Enter tolerance and process inputs
Use nominal deviations or direct limits. The form supports asymmetric zones, guard bands, and optional capability analysis.
Example data table
This sample inspection table shows how measured dimensions relate to the same tolerance zone and acceptance window.
| Part ID | Nominal | LSL | USL | Measured | Deviation | Status |
|---|---|---|---|---|---|---|
| A-101 | 50.000 | 49.850 | 50.250 | 50.040 | 0.040 | Pass |
| A-102 | 50.000 | 49.850 | 50.250 | 49.910 | -0.090 | Pass |
| A-103 | 50.000 | 49.850 | 50.250 | 50.210 | 0.210 | Pass |
| A-104 | 50.000 | 49.850 | 50.250 | 49.840 | -0.160 | Fail |
| A-105 | 50.000 | 49.850 | 50.250 | 50.255 | 0.255 | Fail |
Formula used
Specification limits from nominal mode:
USL = Nominal + Upper Deviation
LSL = Nominal + Lower Deviation
Total tolerance zone:
Zone Width = USL - LSL
Zone midpoint:
Midpoint = (USL + LSL) / 2
Measured deviation:
Deviation = Actual - Nominal
Acceptance limits with protection:
Upper Acceptance = USL - Guard Band - Uncertainty
Lower Acceptance = LSL + Guard Band + Uncertainty
Process capability:
Cp = (USL - LSL) / (6 × Sigma)
Cpk = min((USL - Mean)/(3 × Sigma), (Mean - LSL)/(3 × Sigma))
Percent tolerance used:
|Actual - Nominal| / Side Tolerance × 100
These equations help quantify fit, centering, inspection risk, and process capability for quality review, setup approval, and tolerance monitoring.
How to use this calculator
- Select the input mode based on how your specification is documented.
- Enter the nominal target and deviations, or directly enter LSL and USL.
- Add the measured value for the inspected part or sample.
- Optionally enter process mean, sigma, guard band, and measurement uncertainty.
- Submit the form to view specification status, acceptance result, margins, and capability indicators.
- Download the result as CSV or PDF for traceability and reporting.
Frequently asked questions
1. What is a tolerance zone?
A tolerance zone is the full acceptable range between the lower and upper specification limits. Any measured value inside that range meets the dimensional requirement, subject to your acceptance policy.
2. Why are guard bands useful?
Guard bands shrink the acceptance window to reduce false accept decisions. They are helpful when measurement uncertainty exists and you need extra protection near the specification boundaries.
3. What does tolerance used mean?
Tolerance used shows how much of the available side tolerance the current measurement consumes. A higher percentage means the value is closer to the relevant specification limit.
4. When should I use direct limits mode?
Use direct limits mode when drawings, control plans, or customer specifications already list LSL and USL. This avoids converting from nominal and deviations manually.
5. What is the difference between Cp and Cpk?
Cp measures potential capability using total spread only. Cpk also considers how centered the process mean is within the tolerance zone, making it more realistic.
6. Can this calculator handle asymmetric tolerances?
Yes. You can enter different upper and lower deviations around the nominal target. The tool then builds the correct asymmetric zone and evaluates the measured value against it.
7. What does estimated out-of-spec rate mean?
It is the predicted defective rate in parts per million, based on an assumed normal distribution using the process mean and sigma values you entered.
8. Should I enter one measurement or a process mean?
Enter the actual measurement to judge a single part. Add process mean and sigma when you also want process capability and defect-rate estimates for ongoing production.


Please write out exactly the lines that begin at the line containing "In order to" and run to the end of the records.

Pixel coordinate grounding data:
**********
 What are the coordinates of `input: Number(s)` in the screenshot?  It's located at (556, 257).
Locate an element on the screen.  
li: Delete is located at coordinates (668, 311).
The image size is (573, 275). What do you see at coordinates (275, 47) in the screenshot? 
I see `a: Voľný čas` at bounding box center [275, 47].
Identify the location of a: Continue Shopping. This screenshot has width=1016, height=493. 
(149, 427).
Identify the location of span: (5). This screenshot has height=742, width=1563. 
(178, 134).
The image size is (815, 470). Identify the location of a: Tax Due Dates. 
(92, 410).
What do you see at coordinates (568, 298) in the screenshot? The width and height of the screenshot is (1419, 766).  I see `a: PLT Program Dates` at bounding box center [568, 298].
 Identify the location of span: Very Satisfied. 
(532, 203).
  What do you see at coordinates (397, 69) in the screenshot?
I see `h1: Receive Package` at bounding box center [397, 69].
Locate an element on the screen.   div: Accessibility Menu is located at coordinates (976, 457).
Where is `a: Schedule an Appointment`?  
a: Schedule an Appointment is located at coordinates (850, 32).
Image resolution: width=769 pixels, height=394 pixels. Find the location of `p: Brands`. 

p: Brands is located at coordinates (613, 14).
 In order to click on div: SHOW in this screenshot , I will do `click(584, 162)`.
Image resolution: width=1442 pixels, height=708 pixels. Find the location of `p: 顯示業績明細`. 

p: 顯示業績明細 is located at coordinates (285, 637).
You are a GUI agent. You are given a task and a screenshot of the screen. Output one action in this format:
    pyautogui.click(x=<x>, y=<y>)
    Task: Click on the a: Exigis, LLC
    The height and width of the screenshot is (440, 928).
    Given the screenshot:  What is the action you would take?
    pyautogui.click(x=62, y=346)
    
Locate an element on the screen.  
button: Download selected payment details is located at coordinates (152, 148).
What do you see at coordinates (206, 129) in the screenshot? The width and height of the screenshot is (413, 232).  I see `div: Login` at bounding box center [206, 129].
**********
* YOUR RESPONSE *
 In order to click on div: SHOW in this screenshot , I will do `click(584, 162)`.
Image resolution: width=1442 pixels, height=708 pixels. Find the location of `p: 顯示業績明細`. 

p: 顯示業績明細 is located at coordinates (285, 637).
You are a GUI agent. You are given a task and a screenshot of the screen. Output one action in this format:
    pyautogui.click(x=<x>, y=<y>)
    Task: Click on the a: Exigis, LLC
    The height and width of the screenshot is (440, 928).
    Given the screenshot:  What is the action you would take?
    pyautogui.click(x=62, y=346)
    
Locate an element on the screen.  
button: Download selected payment details is located at coordinates (152, 148).
What do you see at coordinates (206, 129) in the screenshot? The width and height of the screenshot is (413, 232).  I see `div: Login` at bounding box center [206, 129].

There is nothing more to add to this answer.